You can see Euripides and Virgil there on the left, then Augustine, then Dante, and so forth. Looking at that last bin, which counts books from the past hundred years, one might wonder how a father of two (now three!) small children, with a full-time job, and a wife working more-than-full-time, and a long commute, and a house to take care of, etc., etc. has time to read so many books! What is the secret of my success? I answer with just two words: Beatrix Potter. Remove those from consideration (as I have not considered any other of the many children’s books I read this year) and my numbers drop off drasti– but let’s not remove those from consideration.

3 Responses to “Favourites of 2014: Books”

  1. Janet Says:

    I read several of the Aubrey-Maturin series and really enjoyed them, but then it was enough for a while. Maybe I’ll pick them up again, but there are so many books clamoring for my attention at the moment.

    This year I did something I always wanted to do when my kids were little, but never could afford, and that was to buy the entire boxed set of B. Potter books.

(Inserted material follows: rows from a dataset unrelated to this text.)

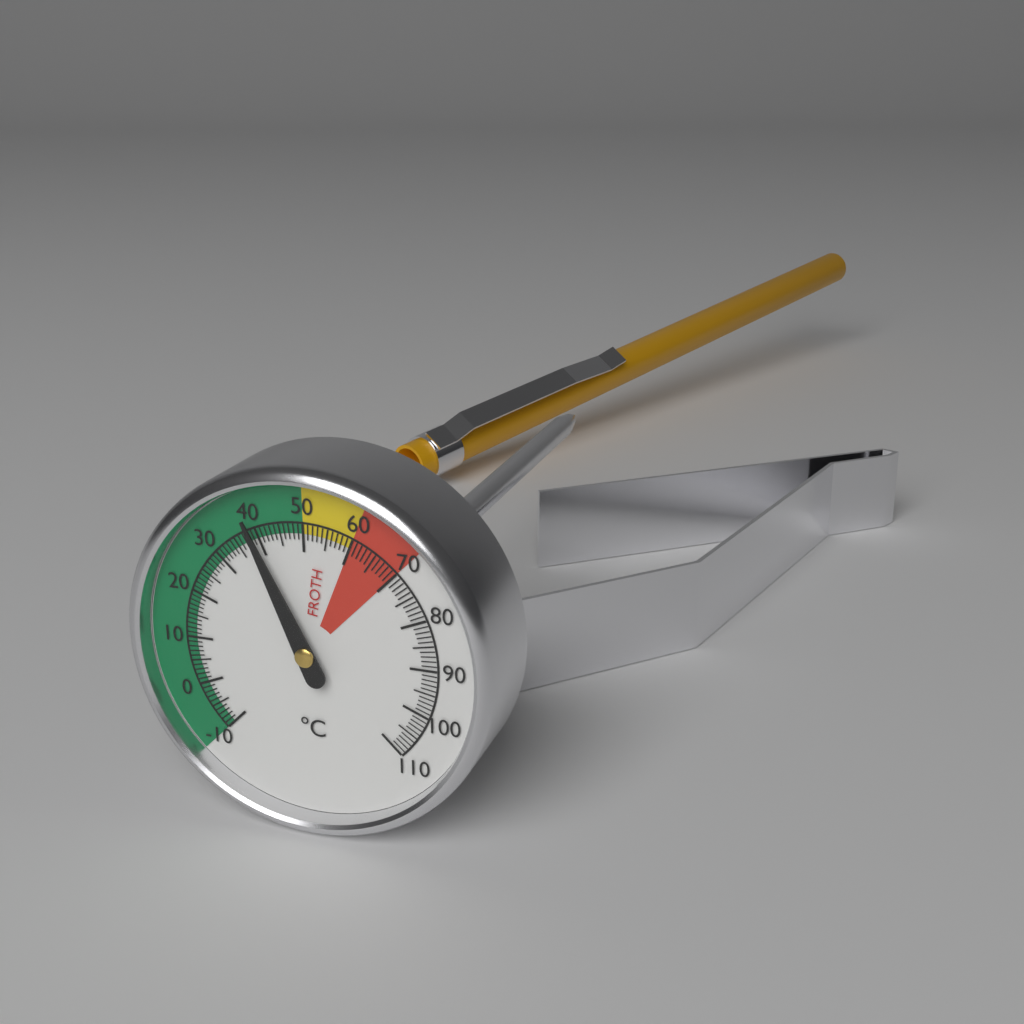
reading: 39 °C
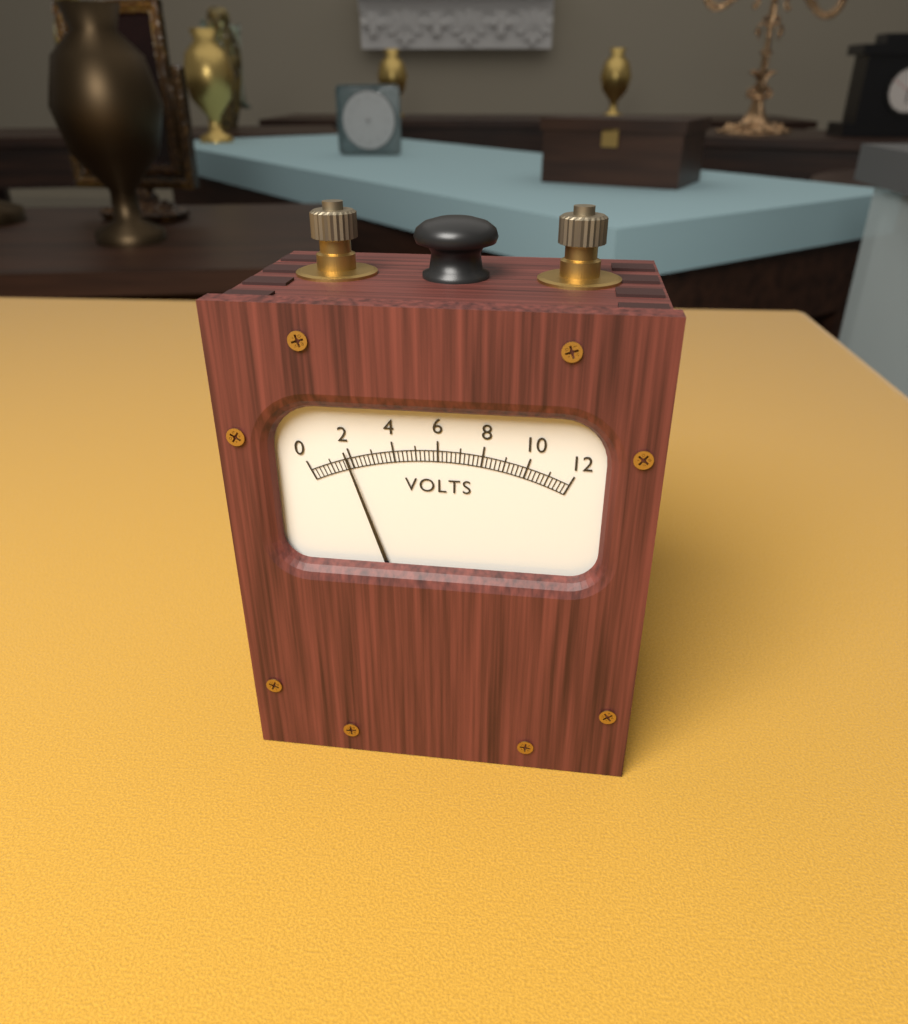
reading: 1.8 V
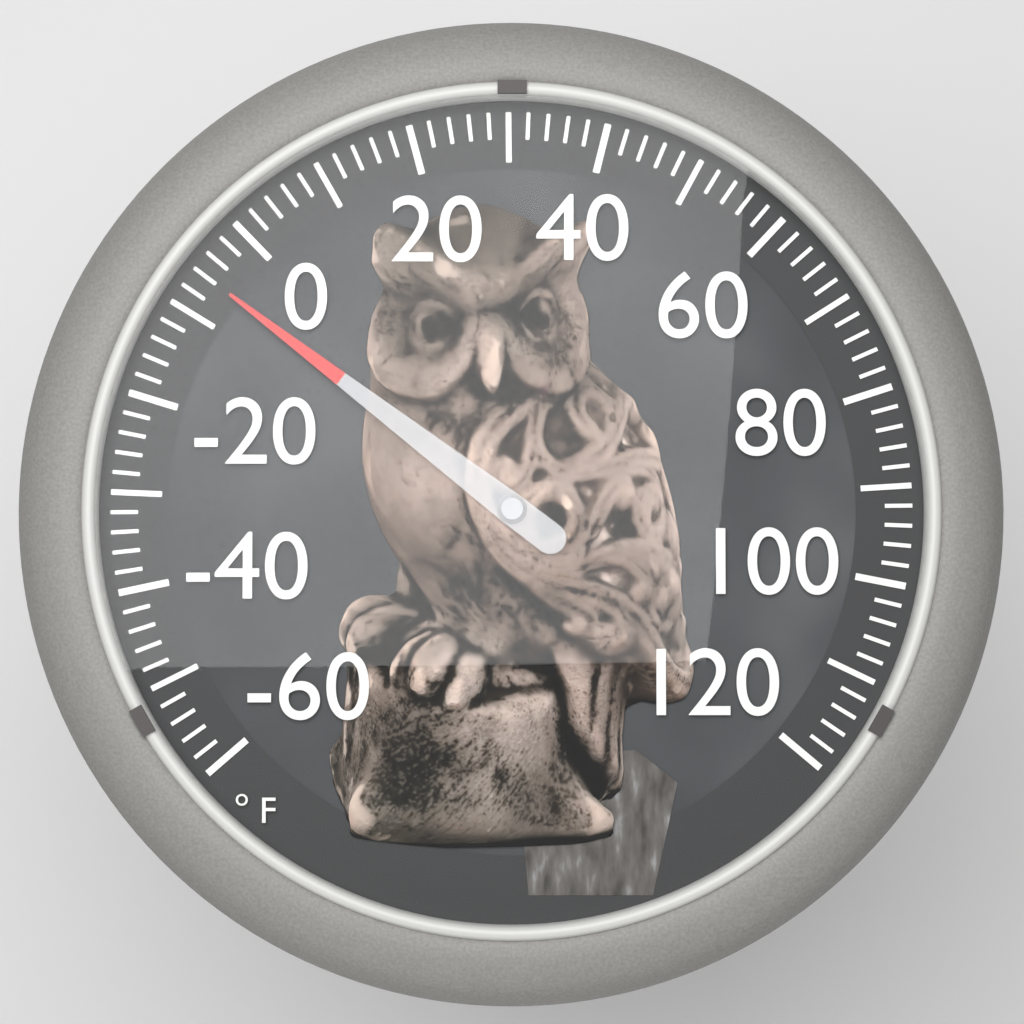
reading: -6 °F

I gave them to my 4 (well almost) year old granddaughter, and next year I’m going to do the same for my then 3.5 year old granddaughter.

    AMDG

  2. cburrell Says:

    My favourite of the Aubrey-Maturin books so far has been Desolation Island, in which they sail the South seas and nearly reach Antarctica. But then I suppose that was predictable.

    We bought the full set of Beatrix Potter books, in the original small, hardback editions, all couched in a nice box. The children promptly destroyed the box, but I had a good time reading through all the books. They are a great gift; I’m sure your grandchildren will like them.

    • Janet Says:

      Yes, you have to get the small books because Miss Potter was very insistent that they be exactly that way. I hate to see big editions. We had quite a few that we picked up at book sales for a dollar or so, (well, I still have them), and we checked others out of the library, but I always lusted after the set.

      I know the box will get destroyed, but it is a very nice box.